Thursday 25 July 2013

Rosalind Franklin, Social Science

Today's google doodle honours Rosalind Franklin, who was born 93 years ago. To me it's one of the better doodle subjects, as it draws attention to the way women's contributions often get overlooked. Franklin is a famous case; there are many others we don't know about.

So, a quick summary: Franklin was working as a research assistant at King's College London. While there she applied x-ray crystallography to DNA in an effort to deduce its structure. X-ray crystallography isn't like taking a picture; the crystals have to be prepared carefully and the pattern that comes out requires a fair bit of interpretation and deduction to figure out the actual structure of the molecule, particularly in an era without easy access to computers. Franklin produced the best x-ray data on DNA in the world, and was using it to build models of DNA. Watson and Crick were also building their own models at Cambridge, using Franklin's data. But the interaction was one-way; Maurice Wilkins, another research at King's College, was showing Franklin's data to Watson and Crick (without her permission), who used it to build their famous model, but Franklin was excluded from the conversations that her male colleagues were having and so was building her DNA model largely on her own. Watson and Crick published their famous paper proposing the double helix, which minimized Franklin's contributions, and later Watson wrote a book that further minimized Franklin's contributions (a particularly low blow since, by that point, Franklin had died).

It's an important story to tell, not least because it explodes the myth of an abstract, impersonal something overseeing a meritocratic process in which the best work always rises to the top; I'm going to call that something SCIENCE. It's a myth that underlies the "scientific method" so often taught in primary schools, which presents science as an abstract cycle that can be done anywhere, and notably leaves out such steps as "placing your work in the context of the field" and "convincing other people it's worth their time to read what you've done." It's a myth that underlies the movies and books and comics in which the (usually mad) scientist works in seclusion for years before unveiling their creation to the world, which looks on in awe--while conveniently sweeping away any details about how one gets "the world" to pay attention long enough to look on in awe. It's a myth that many scientists have helped to foster, by extolling the supposed ideal of pure research, unhindered by such mundane realities as "politics", in which the invisible hand of the "marketplace of ideas" selects the most worthy contributions.

This is, of course, not the way science has ever worked. Not least because science isn't an impersonal force, it's a collection of people. Papers get reviewed by people, data and ideas get shared by people, hiring and tenure decisions get made by people. And those people have biases, likes and dislikes, and ideas about what a good scientists looks like. Science, in short, is not SCIENCE.

And while we might like to promote SCIENCE as an ideal to strive for, the reality is science is simply too big to work like that. Here's an example of what I mean: on arxiv.org, which is a repository for physics research articles, there are 63 articles listed under "condensed matter" for July 24, 2013. So for one subfield in physics, on one day, scientists produced about 300,000 words of research articles. That's about the length of three typical novels (or one George R. R. Martin novel). Someone in the field, then, who wants to keep up with current research, has three novels a day to read. Three novels of physics, which, in my own experience, generally takes more time to get through than actual novels. Add to that the articles published in the literature of chemistry or other fields that could be relevant, and older articles the new articles refer to that are necessary to fully understand them, and our hypothetical condensed-matter-physics researcher has a rough estimate of half a million words to read every day to keep up with the research.

Of course no-one can read that much. So scientists, like professionals in every other field, use a collection of heuristics and skimming techniques to sift through the mountain of potentially relevant research and pull out things that actually interest them. And these tools are very dependent on social networks and name recognition. See a big name in your field as the author? Probably worth going through. Oh, that person gave a talk at that conference that was quite good; maybe her paper is worth reading. If you're new to the field, you likely have a supervisor who sends you articles to read; your supervisor's choice of articles is influenced by their professional network.

I'm using journal articles here as a proxy for overall research. Less formal avenues are even more prone to be dependent on social networks; a lot of science happens over beer in settings that blur the lines between friend and colleague. The point is that a) any research you do is only valuable if other people see it and use it in their own research, and b) there isn't a good way of navigating the enormous amount of scientific research out there without relying on professional and social networks. So talking to people, making contacts, and participating in "politics" (a term that scientists seem to use solely to describe social interactions they dislike) is and always will be important. It is also, unfortunately, a major mechanism by which implicit and explicit biases at the individual level are magnified into entrenched systemic bias.

This brings us back to why Rosalind Franklin's story is important to tell. Because if we keep insisting that SCIENCE is the ideal, we don't address the biases that are running wild in science, since they're simply a bi-product of the non-ideal aspects that shouldn't be there anyway. If we acknowledge that all science is social, we can look at how to address systemic bias by addressing the individual biases that shape the social network of science. And then maybe we can keep future Rosalind Franklins from being marginalized and ignored in making world-changing discoveries.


#### Brief
Please return only the lines from the one holding "This screenshot has width=1193, height=576." through the one holding "What do you see at coordinates (28, 151)", exactly as they appear in the records below, both ends included.
====
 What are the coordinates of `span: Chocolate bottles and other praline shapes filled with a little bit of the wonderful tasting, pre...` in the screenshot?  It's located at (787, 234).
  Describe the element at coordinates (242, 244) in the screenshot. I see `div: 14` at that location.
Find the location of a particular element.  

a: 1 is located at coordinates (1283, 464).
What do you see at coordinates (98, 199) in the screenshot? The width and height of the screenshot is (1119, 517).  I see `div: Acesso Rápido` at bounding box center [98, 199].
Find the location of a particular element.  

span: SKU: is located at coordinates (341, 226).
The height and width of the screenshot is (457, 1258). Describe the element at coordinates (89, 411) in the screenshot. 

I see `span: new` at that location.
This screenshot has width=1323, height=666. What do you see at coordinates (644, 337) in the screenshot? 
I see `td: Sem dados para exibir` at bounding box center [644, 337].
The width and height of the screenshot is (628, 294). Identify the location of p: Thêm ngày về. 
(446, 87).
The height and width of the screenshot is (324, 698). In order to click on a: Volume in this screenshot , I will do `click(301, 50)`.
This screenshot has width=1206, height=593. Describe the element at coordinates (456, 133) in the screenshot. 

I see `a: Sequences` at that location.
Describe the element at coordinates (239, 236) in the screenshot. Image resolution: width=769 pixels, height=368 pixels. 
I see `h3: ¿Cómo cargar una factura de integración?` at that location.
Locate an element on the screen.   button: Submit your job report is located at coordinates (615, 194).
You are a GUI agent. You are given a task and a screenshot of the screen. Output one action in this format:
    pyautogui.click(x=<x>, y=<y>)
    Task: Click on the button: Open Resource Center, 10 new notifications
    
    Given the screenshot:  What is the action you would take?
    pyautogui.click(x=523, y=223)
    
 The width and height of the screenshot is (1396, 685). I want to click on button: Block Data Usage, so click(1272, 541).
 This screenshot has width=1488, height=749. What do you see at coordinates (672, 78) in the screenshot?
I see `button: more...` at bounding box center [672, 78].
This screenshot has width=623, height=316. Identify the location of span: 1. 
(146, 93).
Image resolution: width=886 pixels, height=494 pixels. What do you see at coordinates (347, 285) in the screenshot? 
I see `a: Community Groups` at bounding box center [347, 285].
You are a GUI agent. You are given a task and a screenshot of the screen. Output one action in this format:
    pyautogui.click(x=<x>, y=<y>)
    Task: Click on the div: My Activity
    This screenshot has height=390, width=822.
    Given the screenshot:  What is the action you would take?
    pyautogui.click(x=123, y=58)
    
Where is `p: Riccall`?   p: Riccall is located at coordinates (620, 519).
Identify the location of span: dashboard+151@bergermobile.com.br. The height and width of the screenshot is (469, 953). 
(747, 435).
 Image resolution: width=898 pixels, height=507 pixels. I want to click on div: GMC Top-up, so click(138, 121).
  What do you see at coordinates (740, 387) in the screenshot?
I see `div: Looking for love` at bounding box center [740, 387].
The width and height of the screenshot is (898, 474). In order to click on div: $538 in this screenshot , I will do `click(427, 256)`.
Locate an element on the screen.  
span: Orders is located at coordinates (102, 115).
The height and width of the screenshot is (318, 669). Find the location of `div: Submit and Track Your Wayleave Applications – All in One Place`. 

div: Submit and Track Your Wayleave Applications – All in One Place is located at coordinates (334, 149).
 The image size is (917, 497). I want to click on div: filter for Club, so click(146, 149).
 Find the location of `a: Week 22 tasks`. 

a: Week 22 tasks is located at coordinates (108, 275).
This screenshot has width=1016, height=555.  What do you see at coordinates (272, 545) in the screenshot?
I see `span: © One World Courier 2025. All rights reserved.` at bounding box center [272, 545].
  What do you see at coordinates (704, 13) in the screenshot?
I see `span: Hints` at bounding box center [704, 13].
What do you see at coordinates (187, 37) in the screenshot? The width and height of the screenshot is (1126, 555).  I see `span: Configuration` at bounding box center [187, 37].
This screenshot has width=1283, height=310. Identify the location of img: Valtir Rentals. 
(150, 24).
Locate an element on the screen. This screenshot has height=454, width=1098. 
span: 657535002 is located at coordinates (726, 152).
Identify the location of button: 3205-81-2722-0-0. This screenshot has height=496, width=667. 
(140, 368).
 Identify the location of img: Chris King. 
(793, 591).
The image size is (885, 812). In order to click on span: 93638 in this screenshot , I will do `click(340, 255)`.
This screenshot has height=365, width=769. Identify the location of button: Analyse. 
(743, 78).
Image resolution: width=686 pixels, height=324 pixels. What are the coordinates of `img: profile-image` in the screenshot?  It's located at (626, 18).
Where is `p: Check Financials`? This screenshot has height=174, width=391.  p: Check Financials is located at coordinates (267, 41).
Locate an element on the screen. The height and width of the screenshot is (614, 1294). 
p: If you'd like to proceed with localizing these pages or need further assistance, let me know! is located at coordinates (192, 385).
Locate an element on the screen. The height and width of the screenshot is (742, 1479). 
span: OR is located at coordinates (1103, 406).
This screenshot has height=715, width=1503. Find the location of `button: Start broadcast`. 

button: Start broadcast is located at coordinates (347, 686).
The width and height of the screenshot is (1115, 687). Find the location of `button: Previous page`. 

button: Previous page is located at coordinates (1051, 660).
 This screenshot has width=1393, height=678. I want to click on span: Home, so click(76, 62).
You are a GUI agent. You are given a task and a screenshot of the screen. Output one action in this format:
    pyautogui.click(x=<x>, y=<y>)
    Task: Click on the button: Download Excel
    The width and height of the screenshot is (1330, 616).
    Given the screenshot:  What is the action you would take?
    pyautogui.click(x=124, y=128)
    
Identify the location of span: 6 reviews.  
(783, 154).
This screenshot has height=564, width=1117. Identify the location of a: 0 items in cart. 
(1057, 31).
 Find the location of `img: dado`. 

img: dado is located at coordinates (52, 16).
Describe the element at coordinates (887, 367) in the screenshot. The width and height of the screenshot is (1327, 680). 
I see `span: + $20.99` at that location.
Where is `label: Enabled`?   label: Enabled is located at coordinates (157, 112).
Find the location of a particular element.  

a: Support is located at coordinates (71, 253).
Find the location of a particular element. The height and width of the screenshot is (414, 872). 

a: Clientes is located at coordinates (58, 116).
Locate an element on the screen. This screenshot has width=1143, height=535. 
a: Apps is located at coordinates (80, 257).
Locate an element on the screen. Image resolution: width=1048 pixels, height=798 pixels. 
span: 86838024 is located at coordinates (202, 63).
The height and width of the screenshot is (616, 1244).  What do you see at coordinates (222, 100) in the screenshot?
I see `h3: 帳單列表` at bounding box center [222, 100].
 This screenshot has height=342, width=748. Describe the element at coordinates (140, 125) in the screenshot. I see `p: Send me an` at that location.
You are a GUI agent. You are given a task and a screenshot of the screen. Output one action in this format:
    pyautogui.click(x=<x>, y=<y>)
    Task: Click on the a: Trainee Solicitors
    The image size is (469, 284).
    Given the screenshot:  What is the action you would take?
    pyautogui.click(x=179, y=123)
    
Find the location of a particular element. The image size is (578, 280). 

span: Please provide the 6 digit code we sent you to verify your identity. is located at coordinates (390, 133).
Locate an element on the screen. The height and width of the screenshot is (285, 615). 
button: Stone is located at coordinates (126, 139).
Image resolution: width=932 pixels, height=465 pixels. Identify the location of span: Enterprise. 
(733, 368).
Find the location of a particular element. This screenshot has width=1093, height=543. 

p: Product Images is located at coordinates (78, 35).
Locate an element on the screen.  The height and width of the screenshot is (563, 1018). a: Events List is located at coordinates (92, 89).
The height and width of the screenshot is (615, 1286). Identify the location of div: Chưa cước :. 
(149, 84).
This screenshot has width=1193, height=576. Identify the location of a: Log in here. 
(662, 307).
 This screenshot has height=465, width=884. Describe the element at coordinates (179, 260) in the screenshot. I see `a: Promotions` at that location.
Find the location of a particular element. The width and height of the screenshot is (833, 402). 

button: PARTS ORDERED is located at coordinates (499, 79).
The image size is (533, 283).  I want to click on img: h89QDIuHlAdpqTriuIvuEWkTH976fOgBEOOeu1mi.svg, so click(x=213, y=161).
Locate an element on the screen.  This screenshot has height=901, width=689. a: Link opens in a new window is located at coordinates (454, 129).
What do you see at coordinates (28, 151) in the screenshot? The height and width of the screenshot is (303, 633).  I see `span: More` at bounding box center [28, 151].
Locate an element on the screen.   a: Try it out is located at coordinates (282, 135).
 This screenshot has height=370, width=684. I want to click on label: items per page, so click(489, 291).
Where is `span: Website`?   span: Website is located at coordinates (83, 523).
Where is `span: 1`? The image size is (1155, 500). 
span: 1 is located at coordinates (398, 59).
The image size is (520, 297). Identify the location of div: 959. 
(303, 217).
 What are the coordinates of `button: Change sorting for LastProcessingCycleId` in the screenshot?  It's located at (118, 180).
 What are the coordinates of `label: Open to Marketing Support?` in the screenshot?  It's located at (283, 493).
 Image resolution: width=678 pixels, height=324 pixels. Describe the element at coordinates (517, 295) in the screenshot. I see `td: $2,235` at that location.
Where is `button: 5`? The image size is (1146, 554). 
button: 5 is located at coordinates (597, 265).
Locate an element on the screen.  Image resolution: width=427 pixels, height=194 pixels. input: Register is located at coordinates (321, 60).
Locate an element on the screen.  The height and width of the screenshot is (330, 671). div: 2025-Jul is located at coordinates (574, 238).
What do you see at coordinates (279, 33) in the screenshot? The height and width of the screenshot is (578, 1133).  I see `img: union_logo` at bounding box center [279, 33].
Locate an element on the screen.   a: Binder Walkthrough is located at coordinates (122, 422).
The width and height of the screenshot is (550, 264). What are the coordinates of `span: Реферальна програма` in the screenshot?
====
#### Solved exercise
This screenshot has width=1193, height=576. Identify the location of a: Log in here. 
(662, 307).
 This screenshot has height=465, width=884. Describe the element at coordinates (179, 260) in the screenshot. I see `a: Promotions` at that location.
Find the location of a particular element. The width and height of the screenshot is (833, 402). 

button: PARTS ORDERED is located at coordinates (499, 79).
The image size is (533, 283).  I want to click on img: h89QDIuHlAdpqTriuIvuEWkTH976fOgBEOOeu1mi.svg, so click(x=213, y=161).
Locate an element on the screen.  This screenshot has height=901, width=689. a: Link opens in a new window is located at coordinates (454, 129).
What do you see at coordinates (28, 151) in the screenshot? The height and width of the screenshot is (303, 633).  I see `span: More` at bounding box center [28, 151].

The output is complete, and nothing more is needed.